FotoPop – the laughing Art of Milan Kunc

It is difficult to be an artist in Italy. One is caught between an everpresent obscene TV-culture on the one side, which, while destroying art, binds common desires in a grand fashion and on the other side a great tradition in the fine arts which transcends the reach of electronic channels.

TV-culture is a first class variety show of erotics and politics, at the forefront of Europe's brain-desolving mass media. A pool of sweet sins and forbidden pleasures which simultaneously greatly represses liberty. It can be defined as hedonism if viewed morally or as nihilism if approached metaphysically. Ether lives; images race by at the speed of light only to sink slowly into the synthesis-addicted, never satisfied right half of the mediterranean visual peoples brain. "I love Italy". On the one hand: Ubiquity, simultaneousness. Everything included and everybody infatuated. Larger than human will is electronic fate. After China, Bertolucci flees into the desert. Frustrated. And what for? To film colorfull, moving imagery. An offensive variation of this is Jeff Koons and Cicciolina as a colorfull sculpture: Post-TV 3-D artware.

On the other hand: the old paintings, grey, static, isolated. Figures out of stone, aged from weather, damaged in the course of time. Two thousand, five hundred years. In museums, scattered over gardens and parks, in bushes, behind hedges: they grow out of a distant period and overwhelm the visitors. Like Milan Kunc, for example, during his decisive Rome-year 1988. They are indeed there, these figures, one's hand can rub their porous surface; but that is exactly the problem: that they do not reflect the reality which we as viewers mistake for our lives but rather are dusty, hard and real.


### [Task]
Write out exactly, with both ends included, the lines that run from the line containing "Identify the location" to the end of the entries. Pictures are not part of the answer.

### [Pixel coordinate grounding data]
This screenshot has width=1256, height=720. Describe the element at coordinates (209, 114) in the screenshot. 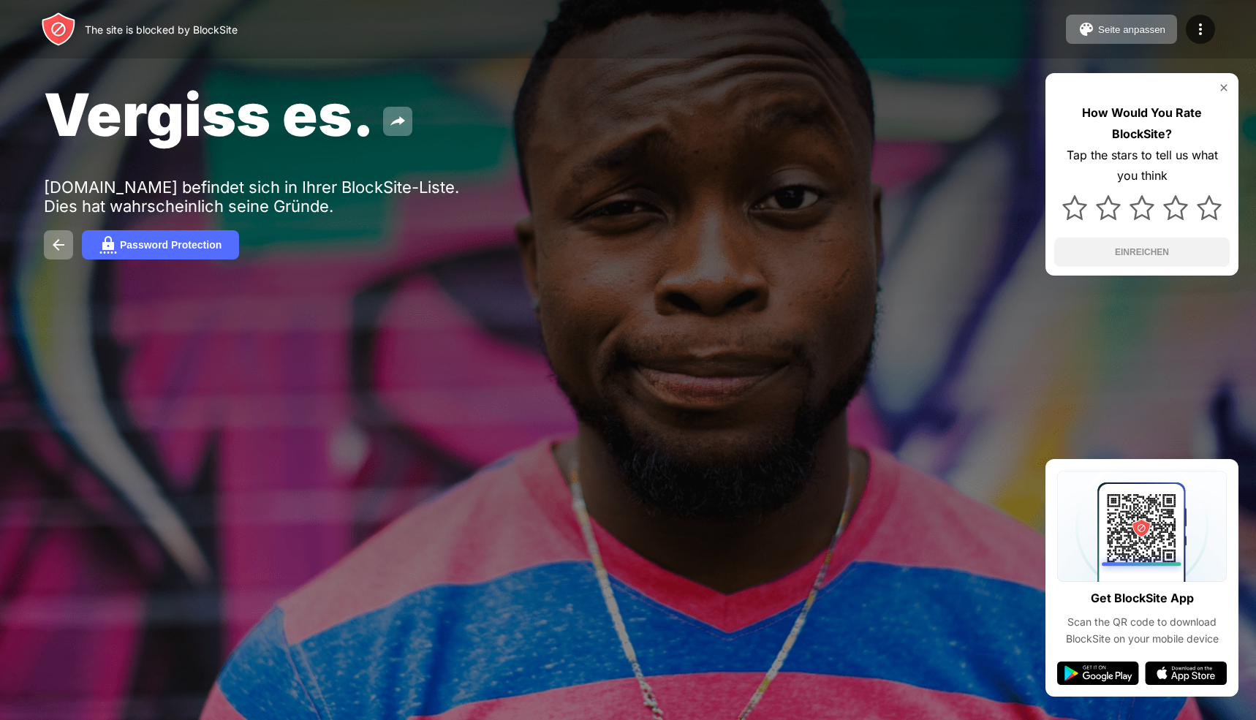

I see `span: Vergiss es.` at that location.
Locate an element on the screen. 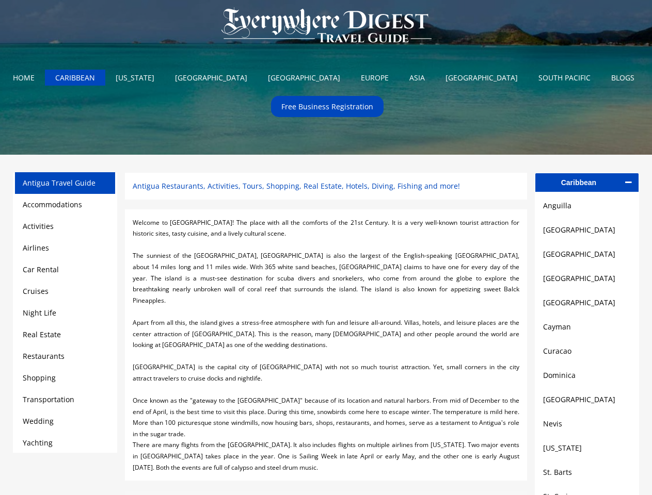 This screenshot has width=652, height=495. a: Real Estate is located at coordinates (42, 334).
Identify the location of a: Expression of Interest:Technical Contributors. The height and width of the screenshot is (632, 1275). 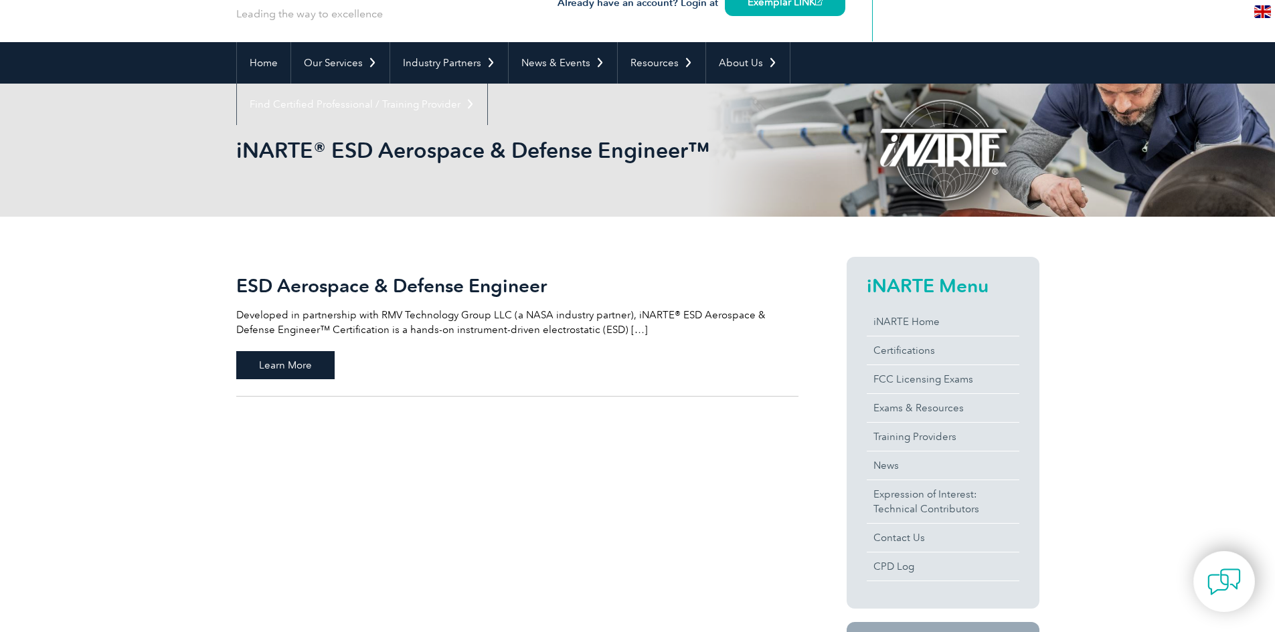
(943, 502).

### [Task result]
Identify the location of a: Expression of Interest:Technical Contributors. The height and width of the screenshot is (632, 1275). 
(943, 502).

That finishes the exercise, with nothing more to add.